Last Wednesday I attended Philadelphia ICA curator Ingrid Schaffner's lecture on Salvador Dali's Dream of Venus, Dali's surrealist funhouse contribution to the 1939 World's Fair.

Dali's sea-themed, Botticelli-referencing, coral-coated pavilion was entered by passing through an enormous pair of woman's legs, above which women in bikini tops and holding fishing poles attempted to reel in passerby. One of the attractions inside the funhouse was a big tank of topless aqua-ballerinas. It was interesting, in light of Janet Jackson's recent wardrobe malfunction and the subsequent public outrage, to learn about how much uninhibited public nudity this family fair in the heart of the Midwest included. Aside from Dali's mermaids, other fair attractions included Sally Rand and her Nude Ranch, the Frozen Alive Girl, nude Cuban dancing girls, and what was supposedly the most titillating, Billy Rose's Aquacade.

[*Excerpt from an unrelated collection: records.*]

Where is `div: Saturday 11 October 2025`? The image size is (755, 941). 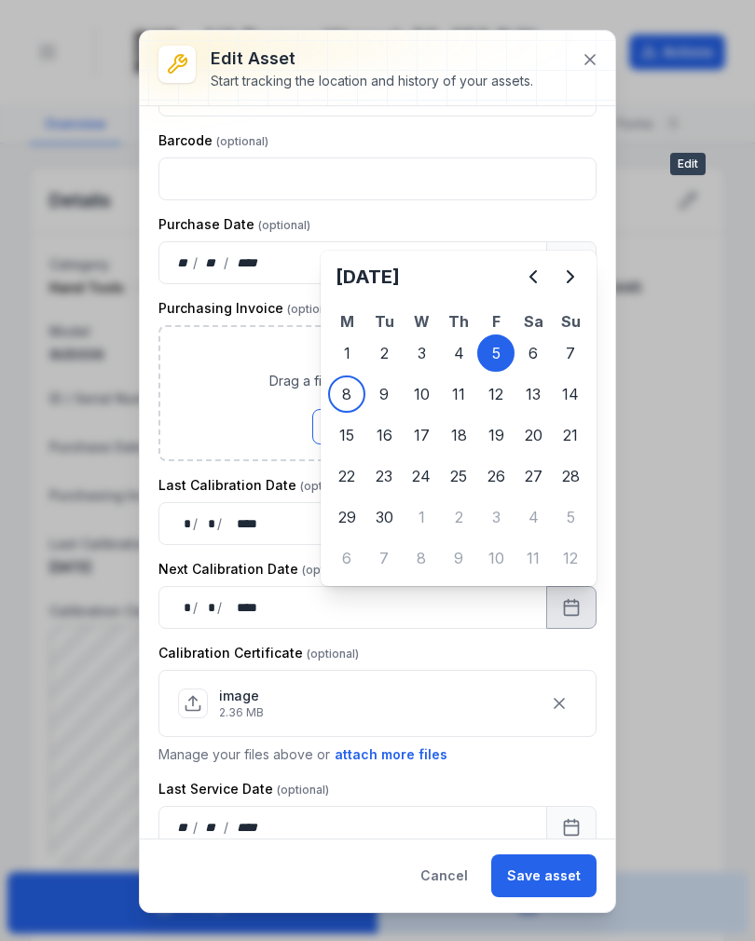 div: Saturday 11 October 2025 is located at coordinates (533, 558). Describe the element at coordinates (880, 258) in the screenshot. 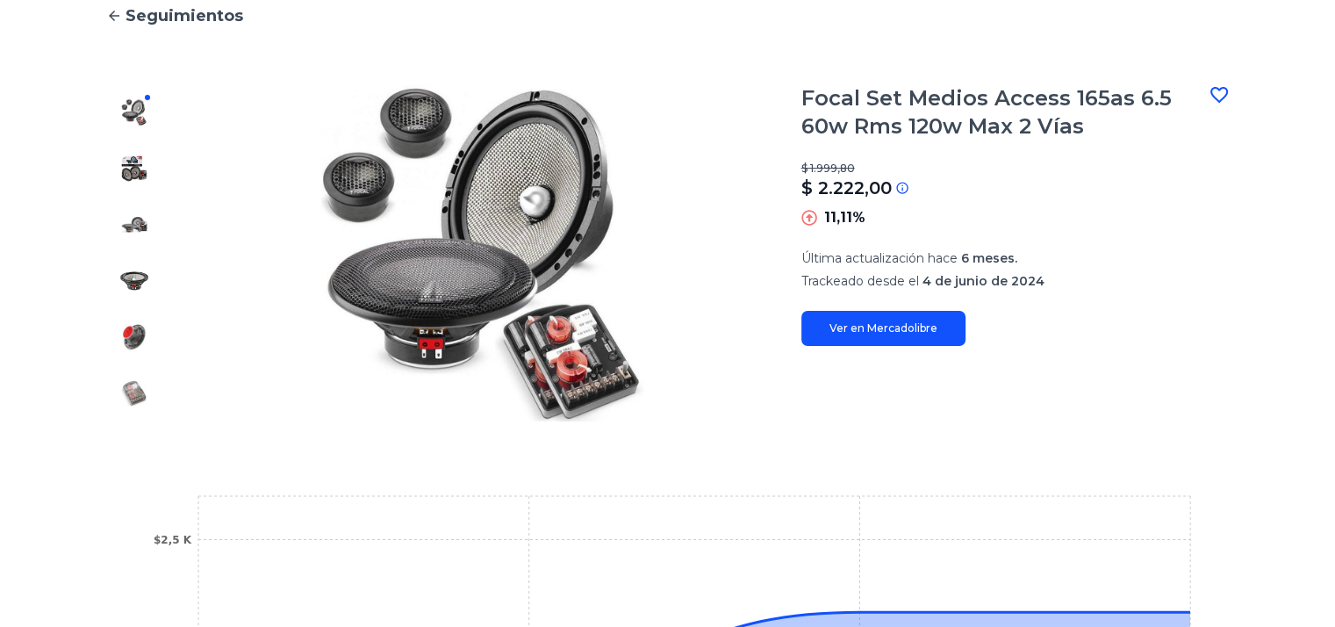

Schaffner attempted to relate Dali's spectacle to the efforts of more recent artists like Damien Hirst's Gagosian show (I think she was showing slides of the 2000 show, Theories, Models, Methods, Approaches, Assumptions, Results, and Findings), Matthew Barney's Cremaster, Jeff Koon's Puppy, Thomas Hirshhorn's Cavemanman, and something by Mariko Mori, but these connections seem a little forced. Yes, these works are all spectacles, but Dali's funhouse was entertainment for the masses, art second. The projects of these other artist's are all definitely capital-A Art first, and with the exception of Koons' Puppy I doubt anyone outside of the art audience is aware of them. A better example might have been Olafur Eliasson's The Weather Project, which all of London turned out for, but even that was in a museum. The best might be Arakawa & Gins' park, Site of Reversible Destiny. (Update: Re-reading this I've just realized that most, if not all, of the examples Ms. Schaffner cited were of projects shown in NYC, aaargh! And at least three of those are artists who show at Barbara Gladstone. Another Barbara Gladstone artist whose recent project would have related very well to the talk is Anish Kapoor, and this piece isn't in NYC! Barbara Gladstone is a kick-ass gallery though, that's for sure.)

For all the talk of "an image of a world without form", references to Deleuze, "rhizomes", and "a new world order based on non-hierarchical structures" I wondered how artists in the audience - mostly younger students - might best respond to the contemporary projects cited in the lecture. The pieces referenced required enormous amounts of money and organization, and most of us can barely afford basic art supplies or even just having slides made. Artists have to hire grantwriters to write proposals to raise the funds to make the projects that best meet the mission statements of the foundations doing the funding. It doesn't seem very non-hierachichal to me.